Anatomy of the Sound Beam
Anatomy of the Sound Beam
- The sound beam follows a curved pathway.
- It concentrates at a point called the focus.
- It diverges in the far field.
Sound Beam Creation
- Sound beam is created by a single disc (old-fashioned concept).
- Modern probes use about 200 crystals.
- The active element is not typically active 100% of the time.
- The shape of the sound beam changes as it travels.
Beam Width
- At the starting point, the beam width is the same as the transducer diameter.
- The beam progressively gets narrower to a point called focus.
- After the focus, it diverges.
- It converges to focus and diverges in the far field.
Key Terms
- Five terms describe the shape and region of the sound beam:
- Focus
- Near zone
- Far zone
- Focal region
- Focal zone
Near Zone (Fresnel Zone)
- From the transducer to the focus.
- Also known as the Fresnel zone.
- The distance from transducer to focus is called near zone length or focal length.
- At one focal length, the sound beam converges to focus.
- At two focal lengths, the diameter of the sound beam is the same as the diameter of the transducer.
Far Zone (Fraunhofer Zone)
- From the focus and beyond.
- Also known as the Fraunhofer zone.
- After focus, the beam continues to get bigger (beam divergence).
- Beam diverges in the far field.
- Beam divergence is a key concept for the far field.
Focus
- Located where the beam diameter is narrowest.
- At the focus, the diameter of the beam is half the width as it leaves the transducer.
Focal Length
- Distance from the transducer to the focus.
- Characteristics of the crystal determine the focal length.
- Focal length is the measurement from the transducer to the focus.
Focal Zone
- Area around the focus where the beam is relatively narrow.
- Reflections arising from the focal zone create more accurate images.
- Structures within the focal zone provide better image quality.
- Keeping the structure of interest in the focal zone yields good resolution, while being precisely at the focuses it yields the best resolution.
Resolution
Resolution is a heavily tested topic (SPI ARDMS exam):
- Axial resolution
- Lateral resolution
- Temporal resolution
The resolution includes axial, lateral and temporal.
This is the highest tested chapter in the whole exam.
Other heavily tested chapters:
- Doppler
- Artifacts
- Transducer
- Pulse wave parameters
Image quality
- Image quality is superior in the focal zone.
- Image quality at the focus is the "best".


» Your instructions: From the line that contains "Identify the bounding" down to the last line of the data below, transcribe every line exactly.

-- Raw data follows --

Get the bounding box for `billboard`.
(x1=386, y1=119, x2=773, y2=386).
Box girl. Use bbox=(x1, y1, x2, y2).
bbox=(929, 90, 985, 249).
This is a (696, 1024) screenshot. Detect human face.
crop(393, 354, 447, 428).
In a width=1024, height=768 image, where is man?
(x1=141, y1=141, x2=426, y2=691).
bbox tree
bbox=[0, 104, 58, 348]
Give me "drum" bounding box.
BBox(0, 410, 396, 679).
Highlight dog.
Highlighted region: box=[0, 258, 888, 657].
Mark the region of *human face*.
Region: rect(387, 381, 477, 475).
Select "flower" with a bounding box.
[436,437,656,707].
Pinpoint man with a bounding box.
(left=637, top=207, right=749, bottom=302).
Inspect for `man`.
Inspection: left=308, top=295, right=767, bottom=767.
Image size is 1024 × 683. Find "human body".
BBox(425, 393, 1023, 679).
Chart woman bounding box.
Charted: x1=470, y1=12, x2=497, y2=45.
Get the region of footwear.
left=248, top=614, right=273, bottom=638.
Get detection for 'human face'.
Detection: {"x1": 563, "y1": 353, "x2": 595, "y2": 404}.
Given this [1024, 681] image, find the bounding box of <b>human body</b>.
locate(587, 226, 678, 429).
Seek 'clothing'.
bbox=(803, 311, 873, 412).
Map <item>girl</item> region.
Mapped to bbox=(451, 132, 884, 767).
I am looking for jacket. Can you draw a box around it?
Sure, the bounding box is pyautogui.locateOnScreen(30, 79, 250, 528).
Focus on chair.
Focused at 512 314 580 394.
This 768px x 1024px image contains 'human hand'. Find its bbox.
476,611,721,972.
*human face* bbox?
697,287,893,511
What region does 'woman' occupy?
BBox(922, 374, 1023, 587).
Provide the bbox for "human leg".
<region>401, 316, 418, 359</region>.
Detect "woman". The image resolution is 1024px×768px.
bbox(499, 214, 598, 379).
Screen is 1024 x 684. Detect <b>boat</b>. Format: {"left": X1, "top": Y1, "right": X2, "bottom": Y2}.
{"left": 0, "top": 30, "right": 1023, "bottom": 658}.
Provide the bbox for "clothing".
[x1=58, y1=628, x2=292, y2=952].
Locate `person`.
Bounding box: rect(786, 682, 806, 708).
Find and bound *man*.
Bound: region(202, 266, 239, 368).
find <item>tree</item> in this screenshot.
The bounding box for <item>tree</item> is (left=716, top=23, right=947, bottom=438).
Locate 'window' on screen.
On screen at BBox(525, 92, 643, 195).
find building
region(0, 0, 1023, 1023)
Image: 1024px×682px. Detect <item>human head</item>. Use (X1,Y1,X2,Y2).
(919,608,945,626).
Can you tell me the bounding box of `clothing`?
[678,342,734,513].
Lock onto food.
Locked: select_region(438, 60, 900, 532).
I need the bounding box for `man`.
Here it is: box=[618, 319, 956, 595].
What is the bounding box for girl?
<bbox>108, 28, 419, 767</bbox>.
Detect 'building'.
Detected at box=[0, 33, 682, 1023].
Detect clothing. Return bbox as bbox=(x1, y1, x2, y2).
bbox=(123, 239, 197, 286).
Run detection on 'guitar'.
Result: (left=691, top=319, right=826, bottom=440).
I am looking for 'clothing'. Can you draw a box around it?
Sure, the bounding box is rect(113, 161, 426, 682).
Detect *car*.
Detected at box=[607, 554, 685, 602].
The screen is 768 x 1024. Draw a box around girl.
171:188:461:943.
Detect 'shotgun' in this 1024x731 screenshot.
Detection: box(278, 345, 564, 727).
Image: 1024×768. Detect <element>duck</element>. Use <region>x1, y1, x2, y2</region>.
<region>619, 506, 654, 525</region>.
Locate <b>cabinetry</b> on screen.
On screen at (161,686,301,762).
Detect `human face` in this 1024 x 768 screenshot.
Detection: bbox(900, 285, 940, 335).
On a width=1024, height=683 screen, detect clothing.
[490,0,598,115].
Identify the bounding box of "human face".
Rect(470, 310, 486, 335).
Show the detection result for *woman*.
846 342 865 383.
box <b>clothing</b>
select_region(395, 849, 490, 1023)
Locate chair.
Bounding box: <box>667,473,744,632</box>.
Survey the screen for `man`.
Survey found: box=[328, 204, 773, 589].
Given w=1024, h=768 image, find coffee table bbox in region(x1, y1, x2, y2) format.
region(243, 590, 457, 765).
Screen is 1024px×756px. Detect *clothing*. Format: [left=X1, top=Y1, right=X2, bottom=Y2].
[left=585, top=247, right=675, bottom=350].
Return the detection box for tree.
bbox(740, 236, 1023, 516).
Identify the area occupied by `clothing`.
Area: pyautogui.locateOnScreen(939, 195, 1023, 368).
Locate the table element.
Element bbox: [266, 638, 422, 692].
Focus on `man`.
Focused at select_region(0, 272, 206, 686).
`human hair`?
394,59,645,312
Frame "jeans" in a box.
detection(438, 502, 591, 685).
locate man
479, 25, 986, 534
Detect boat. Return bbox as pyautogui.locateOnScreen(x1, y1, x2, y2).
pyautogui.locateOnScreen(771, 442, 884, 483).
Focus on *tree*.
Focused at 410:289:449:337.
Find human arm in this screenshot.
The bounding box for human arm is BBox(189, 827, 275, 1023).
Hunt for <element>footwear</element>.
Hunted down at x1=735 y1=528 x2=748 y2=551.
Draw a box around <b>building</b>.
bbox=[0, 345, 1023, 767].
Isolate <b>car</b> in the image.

-- Raw data concluded --

» Written response:
Identify the bounding box of "human face".
Rect(470, 310, 486, 335).
Show the detection result for *woman*.
846 342 865 383.
box <b>clothing</b>
select_region(395, 849, 490, 1023)
Locate chair.
Bounding box: <box>667,473,744,632</box>.
Survey the screen for `man`.
Survey found: box=[328, 204, 773, 589].
Given w=1024, h=768 image, find coffee table bbox in region(x1, y1, x2, y2) format.
region(243, 590, 457, 765).
Screen is 1024px×756px. Detect *clothing*. Format: [left=X1, top=Y1, right=X2, bottom=Y2].
[left=585, top=247, right=675, bottom=350].
Return the detection box for tree.
bbox(740, 236, 1023, 516).
Identify the area occupied by `clothing`.
Area: pyautogui.locateOnScreen(939, 195, 1023, 368).
Locate the table element.
Element bbox: [266, 638, 422, 692].
Focus on `man`.
Focused at select_region(0, 272, 206, 686).
`human hair`?
394,59,645,312
Frame "jeans" in a box.
detection(438, 502, 591, 685).
locate man
479, 25, 986, 534
Detect boat. Return bbox as pyautogui.locateOnScreen(x1, y1, x2, y2).
pyautogui.locateOnScreen(771, 442, 884, 483).
Focus on *tree*.
Focused at 410:289:449:337.
Find human arm in this screenshot.
The bounding box for human arm is BBox(189, 827, 275, 1023).
Hunt for <element>footwear</element>.
Hunted down at x1=735 y1=528 x2=748 y2=551.
Draw a box around <b>building</b>.
bbox=[0, 345, 1023, 767].
Isolate <b>car</b> in the image.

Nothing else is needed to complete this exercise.